Dr. Sudhanshu Joshi
Partner
Location:
Washington, D.C., United States

Dr. Joshi is the director of US operations and leads business development at Athena. He has been in development consulting with Royal Haskoning B.V. and Director Oxfam Novib, India, Nepal and Bhutan managing a ~$300 million development financing portfolio over nine years. At Oxfam Novib, he served on the board and promoted British Charity Partnership for Development Organizations for Central Asia. He also supported teams in Pakistan and Bangladesh in this role. After this, he served as Executive Director, International Center on Child Labor and Education in Washington, D.C. In this role, he managed eight sub-regional offices of partner organizations in Africa, Americas and Asia. This also involved advocating enhanced financial aid flows to countries in meeting their obligations. This included: Education for All, strengthening social dialog, creating fair labor conditions and good jobs.

He then returned to India as Senior Vice President ICICI Bank led ICICI Foundation. He has been consulting with UNICEF, World Bank and Global Partnership for Education. This includes areas of education, social protection, labor sector reforms, employment strategies and workforce development toward creating good jobs. He also served on the ILO led Global Task Force on child labor and education and in the editorial team of UNESCO's Global Monitoring Report. Dr Joshi also led Ministerial policy round tables on education, child labor and poverty with UNESCO. This covered Delhi, Brasilia, Beijing, Cairo and Oslo. This is in addition to convening the first India, Brazil South Africa Labor Ministers forum in Washington, D.C. in 2010 with Woodrow Wilson Center for International Affairs. His areas of interest include: urban policy, planning, municipal reform and revenue management, social protection, safeguards for poor, health sector reform and strengthening regulatory systems, education, labor market reforms, employment strategies and workforce development for adolescents and youth.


WORK INSTRUCTIONS> Set every entry down again exactly, omitting none.

RECORDS FOR THE TASK>
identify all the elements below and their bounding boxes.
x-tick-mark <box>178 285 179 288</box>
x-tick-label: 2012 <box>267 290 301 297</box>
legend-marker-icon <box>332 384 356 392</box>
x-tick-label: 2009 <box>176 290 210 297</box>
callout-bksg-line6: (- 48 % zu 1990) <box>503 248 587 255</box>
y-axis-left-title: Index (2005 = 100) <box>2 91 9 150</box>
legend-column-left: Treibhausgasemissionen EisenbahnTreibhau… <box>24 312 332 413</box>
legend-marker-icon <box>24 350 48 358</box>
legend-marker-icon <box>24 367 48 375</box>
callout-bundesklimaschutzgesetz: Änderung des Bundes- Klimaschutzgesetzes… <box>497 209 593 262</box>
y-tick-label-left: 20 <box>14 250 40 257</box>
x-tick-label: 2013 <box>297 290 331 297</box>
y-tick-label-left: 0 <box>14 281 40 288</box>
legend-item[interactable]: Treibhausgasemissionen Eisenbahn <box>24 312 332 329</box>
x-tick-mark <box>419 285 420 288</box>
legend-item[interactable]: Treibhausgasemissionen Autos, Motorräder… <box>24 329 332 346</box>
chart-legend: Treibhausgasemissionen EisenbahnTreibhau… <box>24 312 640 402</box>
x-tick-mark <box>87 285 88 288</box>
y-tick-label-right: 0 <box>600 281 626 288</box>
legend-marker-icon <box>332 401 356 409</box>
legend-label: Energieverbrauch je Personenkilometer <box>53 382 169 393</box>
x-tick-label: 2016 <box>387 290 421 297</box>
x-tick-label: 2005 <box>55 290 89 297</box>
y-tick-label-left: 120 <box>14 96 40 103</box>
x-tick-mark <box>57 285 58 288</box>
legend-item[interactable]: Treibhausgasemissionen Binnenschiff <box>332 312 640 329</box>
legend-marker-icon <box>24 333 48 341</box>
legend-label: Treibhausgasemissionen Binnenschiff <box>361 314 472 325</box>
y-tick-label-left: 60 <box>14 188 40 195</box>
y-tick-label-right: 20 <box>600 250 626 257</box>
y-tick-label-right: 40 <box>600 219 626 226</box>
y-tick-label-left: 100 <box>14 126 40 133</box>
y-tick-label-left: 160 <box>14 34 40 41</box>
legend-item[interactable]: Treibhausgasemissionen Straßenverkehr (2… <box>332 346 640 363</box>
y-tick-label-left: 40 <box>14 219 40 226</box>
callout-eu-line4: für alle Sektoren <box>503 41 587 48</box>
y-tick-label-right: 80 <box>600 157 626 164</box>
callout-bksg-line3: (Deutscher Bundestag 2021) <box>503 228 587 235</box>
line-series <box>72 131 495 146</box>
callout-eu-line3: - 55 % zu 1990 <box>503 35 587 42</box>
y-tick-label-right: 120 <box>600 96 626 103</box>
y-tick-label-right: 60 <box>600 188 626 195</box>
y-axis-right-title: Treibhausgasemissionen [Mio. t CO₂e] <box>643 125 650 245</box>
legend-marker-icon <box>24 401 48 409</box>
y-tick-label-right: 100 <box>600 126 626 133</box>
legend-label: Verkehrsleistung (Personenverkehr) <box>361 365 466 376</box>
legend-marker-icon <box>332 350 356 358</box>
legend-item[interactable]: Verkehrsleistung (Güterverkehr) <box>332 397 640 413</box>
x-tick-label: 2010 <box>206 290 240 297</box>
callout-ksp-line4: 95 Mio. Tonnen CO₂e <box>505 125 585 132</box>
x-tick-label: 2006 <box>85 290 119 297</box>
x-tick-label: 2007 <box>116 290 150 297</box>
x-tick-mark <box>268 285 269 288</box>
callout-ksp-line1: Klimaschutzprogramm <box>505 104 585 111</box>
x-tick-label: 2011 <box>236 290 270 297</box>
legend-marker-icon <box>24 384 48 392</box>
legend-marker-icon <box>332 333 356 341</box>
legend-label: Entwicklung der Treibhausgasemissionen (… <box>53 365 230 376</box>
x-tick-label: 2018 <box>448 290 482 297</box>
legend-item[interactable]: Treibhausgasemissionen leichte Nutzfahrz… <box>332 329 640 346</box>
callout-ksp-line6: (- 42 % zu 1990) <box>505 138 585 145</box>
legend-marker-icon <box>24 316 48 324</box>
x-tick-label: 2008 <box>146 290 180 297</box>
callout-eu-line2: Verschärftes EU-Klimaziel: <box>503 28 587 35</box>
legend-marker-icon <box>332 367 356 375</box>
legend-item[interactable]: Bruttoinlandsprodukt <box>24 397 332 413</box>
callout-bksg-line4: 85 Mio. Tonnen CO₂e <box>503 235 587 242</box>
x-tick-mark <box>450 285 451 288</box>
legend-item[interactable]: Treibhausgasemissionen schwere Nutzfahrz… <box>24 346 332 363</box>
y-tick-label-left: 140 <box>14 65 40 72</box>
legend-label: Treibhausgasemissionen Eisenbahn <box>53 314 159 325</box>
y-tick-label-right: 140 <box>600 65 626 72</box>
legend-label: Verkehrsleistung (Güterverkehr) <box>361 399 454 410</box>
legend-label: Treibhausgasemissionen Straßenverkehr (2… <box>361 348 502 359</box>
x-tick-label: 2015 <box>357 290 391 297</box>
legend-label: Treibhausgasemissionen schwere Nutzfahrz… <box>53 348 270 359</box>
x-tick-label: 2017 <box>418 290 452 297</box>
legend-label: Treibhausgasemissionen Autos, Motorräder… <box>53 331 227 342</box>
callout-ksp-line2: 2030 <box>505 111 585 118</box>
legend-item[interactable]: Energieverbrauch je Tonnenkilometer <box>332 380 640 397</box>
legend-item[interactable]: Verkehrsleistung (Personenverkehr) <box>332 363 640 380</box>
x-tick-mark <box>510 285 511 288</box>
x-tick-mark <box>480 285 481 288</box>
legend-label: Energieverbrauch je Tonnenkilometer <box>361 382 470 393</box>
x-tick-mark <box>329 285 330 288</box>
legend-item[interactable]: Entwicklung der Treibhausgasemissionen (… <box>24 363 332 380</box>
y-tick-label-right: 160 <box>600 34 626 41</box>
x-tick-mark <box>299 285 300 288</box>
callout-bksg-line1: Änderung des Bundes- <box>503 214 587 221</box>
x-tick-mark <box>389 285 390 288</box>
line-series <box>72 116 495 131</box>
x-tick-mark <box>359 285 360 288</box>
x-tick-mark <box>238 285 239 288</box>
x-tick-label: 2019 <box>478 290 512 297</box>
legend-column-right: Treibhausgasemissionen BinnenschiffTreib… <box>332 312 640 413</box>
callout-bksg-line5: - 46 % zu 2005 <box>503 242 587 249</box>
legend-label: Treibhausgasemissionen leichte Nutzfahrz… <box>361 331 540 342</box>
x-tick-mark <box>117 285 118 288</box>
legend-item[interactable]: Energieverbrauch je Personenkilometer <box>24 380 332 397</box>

REPLY>
identify all the elements below and their bounding boxes.
x-tick-mark <box>178 285 179 288</box>
x-tick-label: 2012 <box>267 290 301 297</box>
legend-marker-icon <box>332 384 356 392</box>
x-tick-label: 2009 <box>176 290 210 297</box>
callout-bksg-line6: (- 48 % zu 1990) <box>503 248 587 255</box>
y-axis-left-title: Index (2005 = 100) <box>2 91 9 150</box>
legend-column-left: Treibhausgasemissionen EisenbahnTreibhau… <box>24 312 332 413</box>
legend-marker-icon <box>24 350 48 358</box>
legend-marker-icon <box>24 367 48 375</box>
callout-bundesklimaschutzgesetz: Änderung des Bundes- Klimaschutzgesetzes… <box>497 209 593 262</box>
y-tick-label-left: 20 <box>14 250 40 257</box>
x-tick-label: 2013 <box>297 290 331 297</box>
y-tick-label-left: 0 <box>14 281 40 288</box>
legend-item[interactable]: Treibhausgasemissionen Eisenbahn <box>24 312 332 329</box>
x-tick-mark <box>419 285 420 288</box>
legend-item[interactable]: Treibhausgasemissionen Autos, Motorräder… <box>24 329 332 346</box>
chart-legend: Treibhausgasemissionen EisenbahnTreibhau… <box>24 312 640 402</box>
x-tick-mark <box>87 285 88 288</box>
y-tick-label-right: 0 <box>600 281 626 288</box>
legend-marker-icon <box>332 401 356 409</box>
legend-label: Energieverbrauch je Personenkilometer <box>53 382 169 393</box>
x-tick-label: 2016 <box>387 290 421 297</box>
x-tick-label: 2005 <box>55 290 89 297</box>
y-tick-label-left: 120 <box>14 96 40 103</box>
x-tick-mark <box>57 285 58 288</box>
legend-item[interactable]: Treibhausgasemissionen Binnenschiff <box>332 312 640 329</box>
legend-marker-icon <box>24 333 48 341</box>
legend-label: Treibhausgasemissionen Binnenschiff <box>361 314 472 325</box>
y-tick-label-left: 60 <box>14 188 40 195</box>
y-tick-label-right: 20 <box>600 250 626 257</box>
y-tick-label-right: 40 <box>600 219 626 226</box>
y-tick-label-left: 100 <box>14 126 40 133</box>
y-tick-label-left: 160 <box>14 34 40 41</box>
legend-item[interactable]: Treibhausgasemissionen Straßenverkehr (2… <box>332 346 640 363</box>
y-tick-label-left: 40 <box>14 219 40 226</box>
callout-eu-line4: für alle Sektoren <box>503 41 587 48</box>
y-tick-label-right: 80 <box>600 157 626 164</box>
callout-bksg-line3: (Deutscher Bundestag 2021) <box>503 228 587 235</box>
line-series <box>72 131 495 146</box>
callout-eu-line3: - 55 % zu 1990 <box>503 35 587 42</box>
y-tick-label-right: 120 <box>600 96 626 103</box>
y-tick-label-right: 60 <box>600 188 626 195</box>
y-axis-right-title: Treibhausgasemissionen [Mio. t CO₂e] <box>643 125 650 245</box>
legend-marker-icon <box>24 401 48 409</box>
y-tick-label-right: 100 <box>600 126 626 133</box>
legend-label: Verkehrsleistung (Personenverkehr) <box>361 365 466 376</box>
legend-marker-icon <box>332 350 356 358</box>
legend-item[interactable]: Verkehrsleistung (Güterverkehr) <box>332 397 640 413</box>
x-tick-label: 2010 <box>206 290 240 297</box>
callout-ksp-line4: 95 Mio. Tonnen CO₂e <box>505 125 585 132</box>
x-tick-label: 2006 <box>85 290 119 297</box>
x-tick-label: 2007 <box>116 290 150 297</box>
x-tick-mark <box>268 285 269 288</box>
callout-ksp-line1: Klimaschutzprogramm <box>505 104 585 111</box>
x-tick-label: 2011 <box>236 290 270 297</box>
legend-marker-icon <box>24 384 48 392</box>
legend-marker-icon <box>332 333 356 341</box>
legend-label: Entwicklung der Treibhausgasemissionen (… <box>53 365 230 376</box>
x-tick-label: 2018 <box>448 290 482 297</box>
legend-item[interactable]: Treibhausgasemissionen leichte Nutzfahrz… <box>332 329 640 346</box>
callout-ksp-line6: (- 42 % zu 1990) <box>505 138 585 145</box>
legend-marker-icon <box>24 316 48 324</box>
x-tick-label: 2008 <box>146 290 180 297</box>
callout-eu-line2: Verschärftes EU-Klimaziel: <box>503 28 587 35</box>
legend-marker-icon <box>332 367 356 375</box>
legend-item[interactable]: Bruttoinlandsprodukt <box>24 397 332 413</box>
callout-bksg-line4: 85 Mio. Tonnen CO₂e <box>503 235 587 242</box>
x-tick-mark <box>450 285 451 288</box>
legend-item[interactable]: Treibhausgasemissionen schwere Nutzfahrz… <box>24 346 332 363</box>
y-tick-label-left: 140 <box>14 65 40 72</box>
legend-label: Treibhausgasemissionen Eisenbahn <box>53 314 159 325</box>
y-tick-label-right: 140 <box>600 65 626 72</box>
legend-label: Verkehrsleistung (Güterverkehr) <box>361 399 454 410</box>
legend-label: Treibhausgasemissionen Straßenverkehr (2… <box>361 348 502 359</box>
x-tick-label: 2015 <box>357 290 391 297</box>
legend-label: Treibhausgasemissionen schwere Nutzfahrz… <box>53 348 270 359</box>
x-tick-label: 2017 <box>418 290 452 297</box>
legend-label: Treibhausgasemissionen Autos, Motorräder… <box>53 331 227 342</box>
callout-ksp-line2: 2030 <box>505 111 585 118</box>
legend-item[interactable]: Energieverbrauch je Tonnenkilometer <box>332 380 640 397</box>
legend-item[interactable]: Verkehrsleistung (Personenverkehr) <box>332 363 640 380</box>
x-tick-mark <box>510 285 511 288</box>
x-tick-mark <box>480 285 481 288</box>
legend-label: Energieverbrauch je Tonnenkilometer <box>361 382 470 393</box>
x-tick-mark <box>329 285 330 288</box>
legend-item[interactable]: Entwicklung der Treibhausgasemissionen (… <box>24 363 332 380</box>
y-tick-label-right: 160 <box>600 34 626 41</box>
x-tick-mark <box>299 285 300 288</box>
callout-bksg-line1: Änderung des Bundes- <box>503 214 587 221</box>
x-tick-mark <box>389 285 390 288</box>
line-series <box>72 116 495 131</box>
x-tick-mark <box>359 285 360 288</box>
x-tick-mark <box>238 285 239 288</box>
x-tick-label: 2019 <box>478 290 512 297</box>
legend-column-right: Treibhausgasemissionen BinnenschiffTreib… <box>332 312 640 413</box>
callout-bksg-line5: - 46 % zu 2005 <box>503 242 587 249</box>
legend-label: Treibhausgasemissionen leichte Nutzfahrz… <box>361 331 540 342</box>
x-tick-mark <box>117 285 118 288</box>
legend-item[interactable]: Energieverbrauch je Personenkilometer <box>24 380 332 397</box>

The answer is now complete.